Most of the plaintiffs in the case are customers of Southern Risk Insurance Company. They allege that Laura Willis, a Southern Risk employee, committed fraud by forging insurance documents and pocketing their payments, leaving them with either no coverage or reduced coverage. Two competing agents allege that Willis also engaged in illegal business practices that effectively blocked them from the local market. They’re suing Willis, Southern Risk, and six insurance companies whose policies they sold.

Three of those insurers sought to compel arbitration, citing a mandatory arbitration clause in their contract with Southern Risk. Abbeville County Circuit Court Judge Eugene Griffith denied the motion, but the Court of Appeals reversed that ruling in 2016.

But April 10, the Supreme Court unanimously reversed and sent the suit back to circuit court, ruling that even though the plaintiffs’ claims were premised on duties that would not exist if not for the contracts between Southern Risk and the insurers, the mandatory arbitration clauses did not apply to plaintiffs who were not parties to those agreements and were unaware that the clauses existed.

Chief Justice Donald Beatty, writing for the court, said that the law’s presumption in favor of arbitration agreements applies to the scope of an agreement, not to the existence of such an agreement or to the identity of the parties who may be bound to such an agreement.

“To hold otherwise would arguably allow Respondents to commit unfair trade practices and conspire to destroy the businesses of other insurance agencies while shielding themselves from the possibility of a jury trial with an arbitration clause agreed to only by the conspiring parties,” Beatty wrote.

The policy favoring arbitration cannot justify requiring litigants to forego a judicial remedy when they have not agreed to do so, Beatty wrote. Moreover, because arbitration, while favored, exists solely by agreement of the parties, a presumption against arbitration arises where the party resisting arbitration is a non-signatory to the written agreement to arbitrate.

Beatty wrote that the pact between Southern Risk and the insurers was made solely for their own benefit and any benefits the plaintiffs obtained from it were indirect. There was no evidence that Southern Risk’s customers knew when they paid for their insurance policies that any claims of fraud or unfair trade practices would be subjected to an arbitration provision, Beatty said.

Tommy Hite Jr. of Hite & Stone in Abbeville, who represents the plaintiffs, said that his clients didn’t even know there was an arbitration clause in the companies’ agreement, and didn’t rely on it in any way.

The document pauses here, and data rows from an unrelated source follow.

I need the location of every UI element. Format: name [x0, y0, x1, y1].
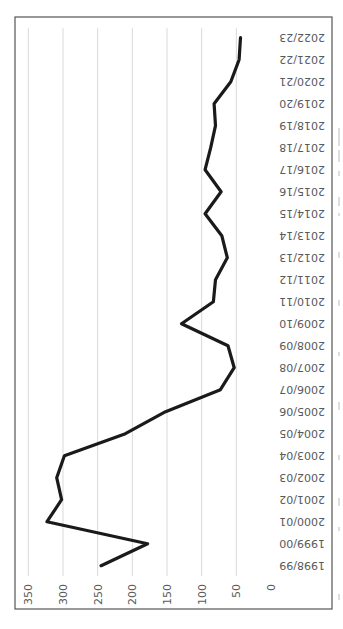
category-label: 2010/11	[279, 295, 325, 308]
category-label: 2000/01	[279, 515, 325, 528]
category-label: 2019/20	[279, 97, 325, 110]
y-tick-label: 150	[161, 584, 174, 605]
y-tick-label: 0	[265, 584, 278, 591]
category-label: 2005/06	[279, 405, 325, 418]
category-label: 2016/17	[279, 163, 325, 176]
category-label: 2018/19	[279, 119, 325, 132]
category-label: 2015/16	[279, 185, 325, 198]
category-label: 2014/15	[279, 207, 325, 220]
category-label: 1999/00	[279, 537, 325, 550]
y-tick-label: 200	[126, 584, 139, 605]
line-chart: 050100150200250300350 1998/991999/002000…	[0, 0, 343, 629]
category-label: 2003/04	[279, 449, 325, 462]
y-tick-label: 300	[57, 584, 70, 605]
category-label: 2009/10	[279, 317, 325, 330]
category-label: 2017/18	[279, 141, 325, 154]
y-tick-label: 350	[22, 584, 35, 605]
category-label: 2012/13	[279, 251, 325, 264]
category-label: 2004/05	[279, 427, 325, 440]
category-label: 2011/12	[279, 273, 325, 286]
category-label: 2013/14	[279, 229, 325, 242]
category-label: 2007/08	[279, 361, 325, 374]
category-label: 2021/22	[279, 53, 325, 66]
y-tick-label: 50	[230, 584, 243, 598]
category-label: 1998/99	[279, 559, 325, 572]
y-tick-label: 100	[196, 584, 209, 605]
category-label: 2002/03	[279, 471, 325, 484]
category-label: 2006/07	[279, 383, 325, 396]
category-label: 2008/09	[279, 339, 325, 352]
category-label: 2022/23	[279, 31, 325, 44]
category-label: 2001/02	[279, 493, 325, 506]
y-tick-label: 250	[92, 584, 105, 605]
category-label: 2020/21	[279, 75, 325, 88]
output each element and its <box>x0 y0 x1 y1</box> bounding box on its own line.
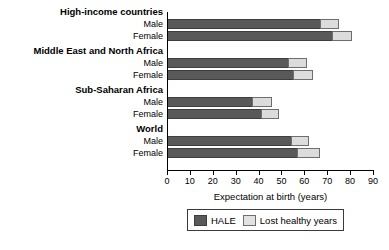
bar-segment-hale <box>167 19 320 29</box>
bar-segment-hale <box>167 70 293 80</box>
bar-row <box>167 136 309 146</box>
x-tick-label-20: 20 <box>203 176 223 187</box>
x-tick-label-90: 90 <box>363 176 383 187</box>
bar-segment-lost-healthy-years <box>332 31 353 41</box>
legend-item-lost-healthy-years: Lost healthy years <box>243 215 337 226</box>
bar-segment-lost-healthy-years <box>252 97 273 107</box>
bar-segment-hale <box>167 109 261 119</box>
x-tick-80 <box>350 171 351 175</box>
bar-row <box>167 19 339 29</box>
bar-segment-hale <box>167 31 332 41</box>
bar-segment-lost-healthy-years <box>261 109 279 119</box>
row-label-female: Female <box>133 31 163 41</box>
x-axis-title: Expectation at birth (years) <box>167 191 374 202</box>
row-label-female: Female <box>133 109 163 119</box>
plot-area <box>167 12 373 170</box>
x-tick-60 <box>304 171 305 175</box>
legend-swatch-lost-healthy-years-icon <box>243 215 256 226</box>
bar-row <box>167 58 307 68</box>
bar-segment-hale <box>167 136 291 146</box>
x-tick-label-80: 80 <box>340 176 360 187</box>
x-tick-label-40: 40 <box>249 176 269 187</box>
bar-row <box>167 31 352 41</box>
x-tick-20 <box>213 171 214 175</box>
x-tick-label-0: 0 <box>157 176 177 187</box>
hale-stacked-bar-chart: High-income countriesMaleFemaleMiddle Ea… <box>0 0 389 250</box>
bar-segment-lost-healthy-years <box>320 19 338 29</box>
row-label-female: Female <box>133 70 163 80</box>
x-tick-30 <box>236 171 237 175</box>
x-tick-50 <box>281 171 282 175</box>
x-tick-90 <box>373 171 374 175</box>
category-label-column: High-income countriesMaleFemaleMiddle Ea… <box>0 12 163 170</box>
x-tick-label-70: 70 <box>317 176 337 187</box>
bar-segment-hale <box>167 148 297 158</box>
x-tick-10 <box>190 171 191 175</box>
group-label-world: World <box>136 124 163 134</box>
x-tick-label-30: 30 <box>226 176 246 187</box>
row-label-male: Male <box>143 58 163 68</box>
x-tick-70 <box>327 171 328 175</box>
x-tick-label-10: 10 <box>180 176 200 187</box>
x-tick-40 <box>259 171 260 175</box>
x-tick-label-50: 50 <box>271 176 291 187</box>
row-label-male: Male <box>143 19 163 29</box>
bar-segment-lost-healthy-years <box>291 136 309 146</box>
x-tick-0 <box>167 171 168 175</box>
y-axis-line <box>167 12 168 171</box>
row-label-female: Female <box>133 148 163 158</box>
bar-row <box>167 97 272 107</box>
legend-label-hale: HALE <box>211 215 236 226</box>
row-label-male: Male <box>143 136 163 146</box>
bar-segment-hale <box>167 58 288 68</box>
bar-row <box>167 148 320 158</box>
x-tick-label-60: 60 <box>294 176 314 187</box>
legend-swatch-hale-icon <box>194 215 207 226</box>
bar-segment-lost-healthy-years <box>297 148 320 158</box>
x-axis-line <box>167 170 374 171</box>
group-label-high-income-countries: High-income countries <box>60 7 163 17</box>
bar-row <box>167 70 313 80</box>
bar-segment-lost-healthy-years <box>293 70 314 80</box>
legend-label-lost-healthy-years: Lost healthy years <box>260 215 337 226</box>
bar-segment-hale <box>167 97 252 107</box>
legend-item-hale: HALE <box>194 215 236 226</box>
chart-legend: HALE Lost healthy years <box>187 209 344 231</box>
bar-segment-lost-healthy-years <box>288 58 306 68</box>
group-label-sub-saharan-africa: Sub-Saharan Africa <box>75 85 163 95</box>
bar-row <box>167 109 279 119</box>
row-label-male: Male <box>143 97 163 107</box>
group-label-middle-east-and-north-africa: Middle East and North Africa <box>34 46 164 56</box>
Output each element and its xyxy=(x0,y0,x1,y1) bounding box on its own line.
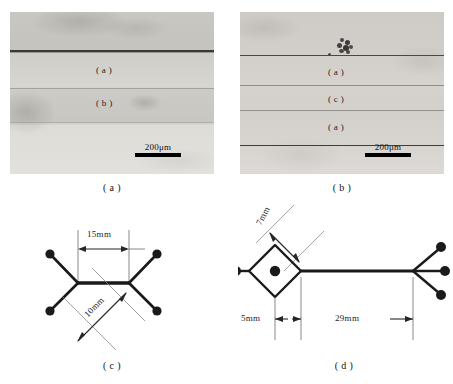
defect-speck xyxy=(340,38,344,42)
panel-d-fork-upper xyxy=(413,249,439,271)
panel-c-specimen xyxy=(45,249,161,315)
panel-c-node-upper-left xyxy=(45,249,54,258)
panel-a-caption: ( a ) xyxy=(8,182,216,193)
panel-b: ( a ) ( c ) ( a ) 200μm ( b ) xyxy=(238,10,446,205)
panel-c-node-lower-left xyxy=(45,306,54,315)
panel-c: 15mm 10mm ( c ) xyxy=(8,205,216,380)
panel-d-label-29mm: 29mm xyxy=(335,313,359,323)
defect-speck xyxy=(337,43,342,48)
panel-d-specimen xyxy=(238,242,450,300)
panel-d-node-left xyxy=(238,266,241,276)
micrograph-a-layer-label-b: ( b ) xyxy=(96,98,113,108)
panel-d-node-fork-lower xyxy=(436,290,446,300)
micrograph-b-interface-line-2 xyxy=(240,85,444,86)
panel-b-caption: ( b ) xyxy=(238,182,446,193)
panel-d-label-5mm: 5mm xyxy=(241,313,260,323)
panel-b-micrograph: ( a ) ( c ) ( a ) 200μm xyxy=(240,12,444,174)
panel-a-scalebar-bar xyxy=(135,153,181,157)
panel-b-scalebar-bar xyxy=(365,153,411,157)
panel-d-dimension-29mm-arrow xyxy=(390,316,413,322)
figure-root: ( a ) ( b ) 200μm ( a ) xyxy=(0,0,453,384)
panel-d-ext-7mm-b xyxy=(284,231,324,271)
panel-d-node-fork-middle xyxy=(440,266,450,276)
panel-d-caption: ( d ) xyxy=(238,360,450,371)
panel-a-scalebar-label: 200μm xyxy=(128,142,188,152)
micrograph-a-layer-label-a: ( a ) xyxy=(96,65,112,75)
defect-speck xyxy=(339,49,344,53)
micrograph-b-layer-label-a1: ( a ) xyxy=(328,67,344,77)
panel-c-label-15mm: 15mm xyxy=(87,229,111,239)
panel-c-arm-lower-left xyxy=(50,283,78,311)
micrograph-a-interface-line-2 xyxy=(10,88,214,89)
panel-c-node-upper-right xyxy=(152,249,161,258)
panel-c-arm-lower-right xyxy=(129,283,157,311)
panel-a: ( a ) ( b ) 200μm ( a ) xyxy=(8,10,216,205)
panel-d: 7mm 5mm 29mm ( d ) xyxy=(238,205,450,380)
panel-c-dimension-15mm-arrow xyxy=(78,246,129,252)
panel-a-scalebar: 200μm xyxy=(128,142,188,157)
micrograph-b-interface-line-3 xyxy=(240,110,444,111)
panel-d-fork-lower xyxy=(413,271,439,293)
panel-d-drawing xyxy=(238,205,450,380)
panel-d-node-fork-upper xyxy=(436,242,446,252)
defect-speck xyxy=(346,50,350,54)
micrograph-a-interface-line-1 xyxy=(10,50,214,52)
panel-b-scalebar-label: 200μm xyxy=(358,142,418,152)
panel-d-node-center xyxy=(270,266,280,276)
panel-c-node-lower-right xyxy=(152,306,161,315)
panel-c-drawing xyxy=(8,205,216,380)
panel-d-dimension-5mm-arrow xyxy=(275,316,301,322)
panel-a-micrograph: ( a ) ( b ) 200μm xyxy=(10,12,214,174)
panel-c-arm-upper-left xyxy=(50,254,78,283)
defect-speck xyxy=(328,53,331,56)
defect-speck xyxy=(349,45,353,49)
micrograph-a-interface-line-3 xyxy=(10,122,214,123)
micrograph-b-layer-label-a2: ( a ) xyxy=(328,122,344,132)
panel-b-scalebar: 200μm xyxy=(358,142,418,157)
panel-c-arm-upper-right xyxy=(129,254,157,283)
panel-c-caption: ( c ) xyxy=(8,360,216,371)
micrograph-b-defect-cluster xyxy=(332,36,356,56)
micrograph-b-layer-label-c: ( c ) xyxy=(328,94,344,104)
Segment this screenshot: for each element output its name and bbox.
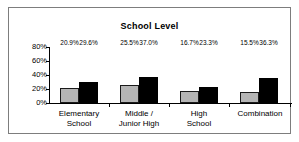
bar-wrap-elementary-b: 29.6%: [79, 47, 98, 103]
x-axis-label-line1: Elementary: [49, 109, 109, 119]
y-tick-label-40: 40%: [19, 71, 47, 79]
bar-label-elementary-b: 29.6%: [79, 39, 97, 46]
bar-wrap-combination-a: 15.5%: [240, 47, 259, 103]
x-axis-line: [49, 103, 292, 104]
bar-wrap-elementary-a: 20.9%: [60, 47, 79, 103]
bar-group-elementary-school: 20.9% 29.6%: [49, 47, 109, 103]
x-axis-label-line1: Middle /: [109, 109, 169, 119]
bar-group-combination: 15.5% 36.3%: [229, 47, 289, 103]
bar-wrap-high-b: 23.3%: [199, 47, 218, 103]
x-axis-label-line2: School: [49, 119, 109, 129]
x-tick-separator-2: [169, 103, 170, 107]
bar-wrap-middle-b: 37.0%: [139, 47, 158, 103]
bar-group-middle-junior-high: 25.5% 37.0%: [109, 47, 169, 103]
x-axis-label-elementary-school: Elementary School: [49, 109, 109, 128]
bar-high-b: [199, 87, 218, 103]
bar-label-combination-b: 36.3%: [259, 39, 277, 46]
bar-elementary-a: [60, 88, 79, 103]
y-tick-label-0: 0%: [19, 99, 47, 107]
x-axis-label-combination: Combination: [229, 109, 291, 119]
bar-label-middle-b: 37.0%: [139, 39, 157, 46]
x-axis-label-line1: High: [169, 109, 229, 119]
x-tick-separator-1: [109, 103, 110, 107]
y-axis-labels: 80% 60% 40% 20% 0%: [19, 43, 47, 107]
chart-frame: School Level 80% 60% 40% 20% 0% 20.9% 29…: [8, 7, 291, 134]
x-axis-label-middle-junior-high: Middle / Junior High: [109, 109, 169, 128]
bar-high-a: [180, 91, 199, 103]
bar-label-middle-a: 25.5%: [120, 39, 138, 46]
x-axis-label-high-school: High School: [169, 109, 229, 128]
bar-wrap-high-a: 16.7%: [180, 47, 199, 103]
y-tick-label-20: 20%: [19, 85, 47, 93]
bar-middle-b: [139, 77, 158, 103]
bar-combination-a: [240, 92, 259, 103]
bar-label-elementary-a: 20.9%: [60, 39, 78, 46]
bar-elementary-b: [79, 82, 98, 103]
bar-group-high-school: 16.7% 23.3%: [169, 47, 229, 103]
x-axis-label-line2: Junior High: [109, 119, 169, 129]
bar-combination-b: [259, 78, 278, 103]
x-axis-label-line2: School: [169, 119, 229, 129]
bar-wrap-combination-b: 36.3%: [259, 47, 278, 103]
bar-label-high-a: 16.7%: [180, 39, 198, 46]
y-tick-label-60: 60%: [19, 57, 47, 65]
x-axis-label-line1: Combination: [229, 109, 291, 119]
bar-label-combination-a: 15.5%: [240, 39, 258, 46]
bar-middle-a: [120, 85, 139, 103]
bar-label-high-b: 23.3%: [199, 39, 217, 46]
plot-area: 20.9% 29.6% 25.5% 37.0%: [49, 47, 288, 103]
x-tick-separator-4: [290, 103, 291, 107]
chart-screenshot: School Level 80% 60% 40% 20% 0% 20.9% 29…: [0, 0, 299, 142]
chart-title: School Level: [9, 21, 290, 31]
x-tick-separator-3: [229, 103, 230, 107]
bar-wrap-middle-a: 25.5%: [120, 47, 139, 103]
y-tick-label-80: 80%: [19, 43, 47, 51]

“The Supreme Court said we are not going to enforce that clause against a non-signatory, someone who didn’t even know the clause existed,” he said. “The Court of Appeals had taken away the right to a jury trial, and the right to a jury trial is one of the most important things in this country. We are very, very happy with the decision. It’s been a long battle.”

Mitchell Brown of Nelson Mullens in Columbia represented the defendants. He could not be reached for comment.

The 15-page decision is Wilson v. Willis (Lawyers Weekly No. 010-023-19). The full text of the decision is available online at sclawyersweekly.com.